Estonia plans 225MW pumped hydro energy storage facility to help disconnect from Russia

LinkedIn
Twitter
Reddit
Facebook
Email

State-owned Estonian energy company Eesti Energia is planning to build a 225MW pumped hydro energy storage facility, as part of a wider push to become independent of Russian energy.

The company has started carrying out preliminary design and environmental impact assessment for the works which could be completed by 2025-26.

This means it could be completed in time for the Baltic region including Estonia’s planned connection to the continental electricity system – and concurrent disconnection from the Russian energy system – in 2026.

The pumped hydro energy storage plant is being planned for the industrial area of a now closed oil shale mine in the northeast county of Ida-Virumaa.

This article requires Premium SubscriptionBasic (FREE) Subscription

Enjoy 12 months of exclusive analysis

Not ready to commit yet?
  • Regular insight and analysis of the industry’s biggest developments
  • In-depth interviews with the industry’s leading figures
  • Annual digital subscription to the PV Tech Power journal
  • Discounts on Solar Media’s portfolio of events, in-person and virtual

Or continue reading this article for free

Eesti Energia said it is not aware of disused mines being used as reservoirs for pumped hydro anywhere else, and that the concept could be exported to countries whose land relief makes conventional pumped hydro energy storage difficult.

The plan, illustrated in the above image, is for the upper reservoir to be built on a tailings dam, an earth-fill embankment used to store byproducts of mining, while the closed mine underground will be used as the lower reservoir.

The Baltic states are currently part of Russia’s electricity system but are seeking to disconnect and synchronise with continental Europe’s through a connector between Poland and Lithuania, the Harmony Link project.

Lithuania is also undertaking large energy storage projects as part of this move, in its case building a 200MW, one-hour battery energy storage system (BESS) provided by Fluence. Poland, meanwhile, is building a 200MW/820MWh BESS which will aid the planned synchronisation of the regions, the state-owned company behind the project has said.

Looking elsewhere, the pumped hydro energy storage space has seen a few substantial large-scale projects commissioned recently. Although small in number compared to BESS units, the size of the projects means each one has a huge impact on the local grid.

A facility was recently inaugurated in Portugal by utility Iberdrola, whose 1,158MW combined hydroelectric power once fully operational will increase the country’s electrical power capacity by 6%. In Switzerland, a 20GWh system in the Valais mountains also recently came online.

Read Next

September 16, 2025
Ignitis Group and Olana Energy have progressed BESS projects in Lithuania closer to construction, with the order of equipment and final investment decision (FID) taken, respectively.
September 15, 2025
Hithium will supply battery storage and SMA the power conversion systems for a 500MWh grid-forming project in Australia for Fotowatio Renewable Ventures (FRV).
September 12, 2025
Dutch BESS operator Return has acquired four ready-to-build (RTB) projects in Germany, while agrifood tech and renewables investor N2OFF has added BESS to a solar project it is developing there.
September 11, 2025
IPP DTEK Group and system integrator Fluence have together put a 200MW/400MWh BESS portfolio in Ukraine into commercial operation, a milestone praised by the country’s energy minister Svitlana Grinchuk.
September 9, 2025
“The industry has to continue to be aggressive,” says Luigi Resta, president of US renewable energy and energy storage developer rPlus Energies, on the US remaining a competitive market for energy storage.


# [Exercise objective]
Please set down each record exactly as it appears, but leave out any pictures.

_ _ _ _ _ _ _

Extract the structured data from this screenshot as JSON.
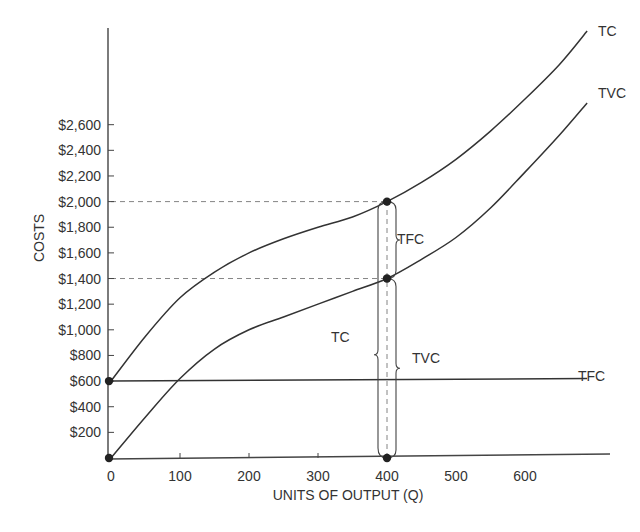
{
  "chart_data": {
    "type": "line",
    "title": "",
    "xlabel": "UNITS OF OUTPUT (Q)",
    "ylabel": "COSTS",
    "x_ticks": [
      0,
      100,
      200,
      300,
      400,
      500,
      600
    ],
    "x_tick_labels": [
      "0",
      "100",
      "200",
      "300",
      "400",
      "500",
      "600"
    ],
    "y_ticks": [
      200,
      400,
      600,
      800,
      1000,
      1200,
      1400,
      1600,
      1800,
      2000,
      2200,
      2400,
      2600
    ],
    "y_tick_labels": [
      "$200",
      "$400",
      "$600",
      "$800",
      "$1,000",
      "$1,200",
      "$1,400",
      "$1,600",
      "$1,800",
      "$2,000",
      "$2,200",
      "$2,400",
      "$2,600"
    ],
    "xlim": [
      0,
      700
    ],
    "ylim": [
      0,
      3300
    ],
    "grid": false,
    "series": [
      {
        "name": "TC",
        "x": [
          0,
          50,
          100,
          150,
          200,
          250,
          300,
          350,
          400,
          450,
          500,
          550,
          600,
          650,
          690
        ],
        "values": [
          600,
          950,
          1250,
          1450,
          1600,
          1710,
          1800,
          1880,
          2000,
          2150,
          2330,
          2550,
          2800,
          3070,
          3330
        ]
      },
      {
        "name": "TVC",
        "x": [
          0,
          50,
          100,
          150,
          200,
          250,
          300,
          350,
          400,
          450,
          500,
          550,
          600,
          650,
          690
        ],
        "values": [
          0,
          320,
          620,
          850,
          1000,
          1100,
          1200,
          1300,
          1400,
          1550,
          1720,
          1950,
          2230,
          2520,
          2770
        ]
      },
      {
        "name": "TFC",
        "x": [
          0,
          690
        ],
        "values": [
          600,
          620
        ]
      }
    ],
    "annotations": [
      {
        "type": "point",
        "x": 0,
        "y": 600
      },
      {
        "type": "point",
        "x": 0,
        "y": 0
      },
      {
        "type": "point",
        "x": 400,
        "y": 2000
      },
      {
        "type": "point",
        "x": 400,
        "y": 1400
      },
      {
        "type": "point",
        "x": 400,
        "y": 0
      },
      {
        "type": "dashed-hline",
        "y": 2000,
        "x_from": 0,
        "x_to": 400
      },
      {
        "type": "dashed-hline",
        "y": 1400,
        "x_from": 0,
        "x_to": 400
      },
      {
        "type": "dashed-vline",
        "x": 400,
        "y_from": 0,
        "y_to": 2000
      },
      {
        "type": "brace",
        "label": "TFC",
        "from": 1400,
        "to": 2000
      },
      {
        "type": "brace",
        "label": "TVC",
        "from": 0,
        "to": 1400
      },
      {
        "type": "brace",
        "label": "TC",
        "from": 0,
        "to": 2000
      }
    ]
  },
  "labels": {
    "curve_tc": "TC",
    "curve_tvc": "TVC",
    "curve_tfc": "TFC",
    "brace_tfc": "TFC",
    "brace_tvc": "TVC",
    "brace_tc": "TC",
    "xlabel": "UNITS OF OUTPUT (Q)",
    "ylabel": "COSTS"
  }
}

_ _ _ _ _ _ _

# [Written reply]
Extract the structured data from this screenshot as JSON.
{
  "chart_data": {
    "type": "line",
    "title": "",
    "xlabel": "UNITS OF OUTPUT (Q)",
    "ylabel": "COSTS",
    "x_ticks": [
      0,
      100,
      200,
      300,
      400,
      500,
      600
    ],
    "x_tick_labels": [
      "0",
      "100",
      "200",
      "300",
      "400",
      "500",
      "600"
    ],
    "y_ticks": [
      200,
      400,
      600,
      800,
      1000,
      1200,
      1400,
      1600,
      1800,
      2000,
      2200,
      2400,
      2600
    ],
    "y_tick_labels": [
      "$200",
      "$400",
      "$600",
      "$800",
      "$1,000",
      "$1,200",
      "$1,400",
      "$1,600",
      "$1,800",
      "$2,000",
      "$2,200",
      "$2,400",
      "$2,600"
    ],
    "xlim": [
      0,
      700
    ],
    "ylim": [
      0,
      3300
    ],
    "grid": false,
    "series": [
      {
        "name": "TC",
        "x": [
          0,
          50,
          100,
          150,
          200,
          250,
          300,
          350,
          400,
          450,
          500,
          550,
          600,
          650,
          690
        ],
        "values": [
          600,
          950,
          1250,
          1450,
          1600,
          1710,
          1800,
          1880,
          2000,
          2150,
          2330,
          2550,
          2800,
          3070,
          3330
        ]
      },
      {
        "name": "TVC",
        "x": [
          0,
          50,
          100,
          150,
          200,
          250,
          300,
          350,
          400,
          450,
          500,
          550,
          600,
          650,
          690
        ],
        "values": [
          0,
          320,
          620,
          850,
          1000,
          1100,
          1200,
          1300,
          1400,
          1550,
          1720,
          1950,
          2230,
          2520,
          2770
        ]
      },
      {
        "name": "TFC",
        "x": [
          0,
          690
        ],
        "values": [
          600,
          620
        ]
      }
    ],
    "annotations": [
      {
        "type": "point",
        "x": 0,
        "y": 600
      },
      {
        "type": "point",
        "x": 0,
        "y": 0
      },
      {
        "type": "point",
        "x": 400,
        "y": 2000
      },
      {
        "type": "point",
        "x": 400,
        "y": 1400
      },
      {
        "type": "point",
        "x": 400,
        "y": 0
      },
      {
        "type": "dashed-hline",
        "y": 2000,
        "x_from": 0,
        "x_to": 400
      },
      {
        "type": "dashed-hline",
        "y": 1400,
        "x_from": 0,
        "x_to": 400
      },
      {
        "type": "dashed-vline",
        "x": 400,
        "y_from": 0,
        "y_to": 2000
      },
      {
        "type": "brace",
        "label": "TFC",
        "from": 1400,
        "to": 2000
      },
      {
        "type": "brace",
        "label": "TVC",
        "from": 0,
        "to": 1400
      },
      {
        "type": "brace",
        "label": "TC",
        "from": 0,
        "to": 2000
      }
    ]
  },
  "labels": {
    "curve_tc": "TC",
    "curve_tvc": "TVC",
    "curve_tfc": "TFC",
    "brace_tfc": "TFC",
    "brace_tvc": "TVC",
    "brace_tc": "TC",
    "xlabel": "UNITS OF OUTPUT (Q)",
    "ylabel": "COSTS"
  }
}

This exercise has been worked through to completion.